Yes! Take each practice test 2-3 times. Focus on understanding why answers are correct, not memorizing.

What should I do on exam day?

Arrive 30 min early, bring required ID, read questions carefully, flag difficult ones, and review before submitting.

Azure defense in depth 7-layer security model diagram for AZ-900

AZ Checklist

  • Explain what Microsoft Entra ID is and how it differs from on-premises Active Directory
  • Define authentication (AuthN) vs authorization (AuthZ) with examples
  • Describe the three components of RBAC: security principal, role definition, and scope
  • Name the four common built-in Azure roles and their permission levels
  • Explain Conditional Access and give two examples of conditions that can trigger a policy
  • List the three factors of MFA and give an example of each
  • State the three Zero Trust principles and explain what each means in practice
  • Describe what Microsoft Defender for Cloud does and what the Secure Score measures
  • Explain the difference between Microsoft Sentinel and Defender for Cloud
  • Describe what Azure Key Vault stores and why applications should use it
  • List all 7 layers of the Defense in Depth model in order
  • Explain the difference between DDoS Basic and DDoS Standard (Network Protection)
  • Practice at least 2 full AZ-900 practice tests focused on security questions

AZ Pros and Cons

Pros
  • +AZ-900 has a defined, publicly available content blueprint — candidates know exactly what to prepare for
  • +Multiple preparation pathways (self-study, courses, coaching) accommodate different learning styles and schedules
  • +A growing ecosystem of study resources means candidates at any budget level can access quality preparation materials
  • +Clear score reporting allows candidates to identify specific strengths and weaknesses for targeted remediation
  • +Professional recognition associated with strong performance provides tangible career and academic benefits
Cons
  • The scope of tested content requires substantial preparation time that competes with existing professional or academic commitments
  • No single resource covers the full content scope — candidates typically need multiple study tools for comprehensive preparation
  • Test anxiety and exam-day performance variability mean preparation effort does not always translate linearly to scores
  • Registration, preparation, and potential retake costs accumulate into a significant financial investment
  • Content and format can change between exam versions, making older preparation materials less reliable

AZ-900 Identity and Security Questions and Answers

About the Author

Dr.
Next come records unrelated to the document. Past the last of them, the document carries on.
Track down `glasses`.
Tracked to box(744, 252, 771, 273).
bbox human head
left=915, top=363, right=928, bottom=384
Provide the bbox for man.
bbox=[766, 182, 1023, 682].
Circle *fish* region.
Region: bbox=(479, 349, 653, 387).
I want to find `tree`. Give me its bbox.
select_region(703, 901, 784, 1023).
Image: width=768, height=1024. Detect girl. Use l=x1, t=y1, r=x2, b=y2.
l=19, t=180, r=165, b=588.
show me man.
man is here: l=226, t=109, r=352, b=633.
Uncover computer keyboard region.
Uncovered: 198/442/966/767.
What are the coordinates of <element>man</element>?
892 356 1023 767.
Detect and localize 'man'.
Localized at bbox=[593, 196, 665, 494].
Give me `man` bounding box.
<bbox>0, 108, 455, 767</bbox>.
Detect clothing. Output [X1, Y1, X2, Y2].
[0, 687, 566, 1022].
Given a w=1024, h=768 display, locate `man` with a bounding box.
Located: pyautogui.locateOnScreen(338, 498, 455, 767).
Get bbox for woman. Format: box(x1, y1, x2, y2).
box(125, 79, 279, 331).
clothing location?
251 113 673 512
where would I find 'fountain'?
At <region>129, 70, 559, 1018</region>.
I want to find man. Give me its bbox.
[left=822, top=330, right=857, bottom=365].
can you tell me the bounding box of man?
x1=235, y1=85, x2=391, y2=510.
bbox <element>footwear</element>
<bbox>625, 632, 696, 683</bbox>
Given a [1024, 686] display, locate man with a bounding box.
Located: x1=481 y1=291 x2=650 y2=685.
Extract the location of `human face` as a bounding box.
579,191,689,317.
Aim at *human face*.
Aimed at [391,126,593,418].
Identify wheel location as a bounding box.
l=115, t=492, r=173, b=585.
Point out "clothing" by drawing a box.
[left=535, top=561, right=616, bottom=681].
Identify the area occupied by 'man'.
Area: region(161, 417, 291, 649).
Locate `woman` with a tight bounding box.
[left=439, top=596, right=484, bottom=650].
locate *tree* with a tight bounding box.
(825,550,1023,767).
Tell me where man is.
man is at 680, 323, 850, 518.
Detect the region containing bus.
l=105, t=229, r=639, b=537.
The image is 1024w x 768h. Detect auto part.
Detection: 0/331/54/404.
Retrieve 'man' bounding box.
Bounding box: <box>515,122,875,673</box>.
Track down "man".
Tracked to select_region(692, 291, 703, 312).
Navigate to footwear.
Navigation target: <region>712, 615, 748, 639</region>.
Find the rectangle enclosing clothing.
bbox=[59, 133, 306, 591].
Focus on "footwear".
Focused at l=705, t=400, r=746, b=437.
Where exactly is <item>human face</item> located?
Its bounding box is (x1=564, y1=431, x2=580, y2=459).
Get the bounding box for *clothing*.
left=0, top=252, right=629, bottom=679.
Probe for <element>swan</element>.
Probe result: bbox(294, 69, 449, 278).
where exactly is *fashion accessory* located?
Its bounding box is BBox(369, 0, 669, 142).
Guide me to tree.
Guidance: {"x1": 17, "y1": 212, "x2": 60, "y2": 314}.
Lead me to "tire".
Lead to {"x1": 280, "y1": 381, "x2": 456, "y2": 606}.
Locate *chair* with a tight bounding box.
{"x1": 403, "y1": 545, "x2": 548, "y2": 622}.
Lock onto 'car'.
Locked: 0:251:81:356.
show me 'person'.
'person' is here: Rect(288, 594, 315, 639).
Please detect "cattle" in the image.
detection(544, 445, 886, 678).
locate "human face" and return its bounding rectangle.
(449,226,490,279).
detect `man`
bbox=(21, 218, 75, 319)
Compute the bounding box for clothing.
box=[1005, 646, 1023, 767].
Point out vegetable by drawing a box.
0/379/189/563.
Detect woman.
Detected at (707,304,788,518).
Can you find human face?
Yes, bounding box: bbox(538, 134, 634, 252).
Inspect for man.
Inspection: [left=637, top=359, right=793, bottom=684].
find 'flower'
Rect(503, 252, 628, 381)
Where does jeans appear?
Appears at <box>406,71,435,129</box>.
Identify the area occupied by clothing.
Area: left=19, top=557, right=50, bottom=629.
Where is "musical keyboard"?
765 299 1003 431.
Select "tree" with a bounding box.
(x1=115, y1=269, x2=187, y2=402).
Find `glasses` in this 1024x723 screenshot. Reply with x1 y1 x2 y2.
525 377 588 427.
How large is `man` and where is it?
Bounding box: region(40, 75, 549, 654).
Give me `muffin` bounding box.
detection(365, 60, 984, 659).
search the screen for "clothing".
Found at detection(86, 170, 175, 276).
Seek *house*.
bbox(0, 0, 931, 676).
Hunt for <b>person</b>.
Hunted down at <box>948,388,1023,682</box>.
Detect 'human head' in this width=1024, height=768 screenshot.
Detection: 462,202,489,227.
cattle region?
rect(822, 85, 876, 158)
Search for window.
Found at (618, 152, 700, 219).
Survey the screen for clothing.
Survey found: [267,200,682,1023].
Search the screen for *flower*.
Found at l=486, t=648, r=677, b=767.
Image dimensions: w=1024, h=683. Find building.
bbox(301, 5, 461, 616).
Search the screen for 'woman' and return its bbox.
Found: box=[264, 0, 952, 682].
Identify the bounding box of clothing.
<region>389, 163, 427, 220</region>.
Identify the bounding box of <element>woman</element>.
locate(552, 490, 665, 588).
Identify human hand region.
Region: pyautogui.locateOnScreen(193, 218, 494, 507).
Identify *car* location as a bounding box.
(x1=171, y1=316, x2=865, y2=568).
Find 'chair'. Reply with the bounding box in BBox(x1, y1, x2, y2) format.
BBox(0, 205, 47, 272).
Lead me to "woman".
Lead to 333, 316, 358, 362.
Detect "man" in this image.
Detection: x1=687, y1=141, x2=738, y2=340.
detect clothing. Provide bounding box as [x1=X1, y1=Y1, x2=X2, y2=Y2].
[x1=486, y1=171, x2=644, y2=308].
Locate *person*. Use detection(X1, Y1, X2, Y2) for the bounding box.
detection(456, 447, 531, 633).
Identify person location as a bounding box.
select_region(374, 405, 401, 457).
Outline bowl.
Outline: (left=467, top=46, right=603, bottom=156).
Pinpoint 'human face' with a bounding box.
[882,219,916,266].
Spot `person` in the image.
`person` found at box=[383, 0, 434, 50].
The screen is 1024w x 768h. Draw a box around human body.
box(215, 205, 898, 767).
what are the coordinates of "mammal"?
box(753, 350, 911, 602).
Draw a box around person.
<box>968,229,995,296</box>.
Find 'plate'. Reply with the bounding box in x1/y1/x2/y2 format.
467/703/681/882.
Lisa PatelEdD, MA Education, Certified Test Prep Specialist

Educational Psychologist & Academic Test Preparation Expert

Columbia University Teachers College

Dr. Lisa Patel holds a Doctorate in Education from Columbia University Teachers College and has spent 17 years researching standardized test design and academic assessment. She has developed preparation programs for SAT, ACT, GRE, LSAT, UCAT, and numerous professional licensing exams, helping students of all backgrounds achieve their target scores.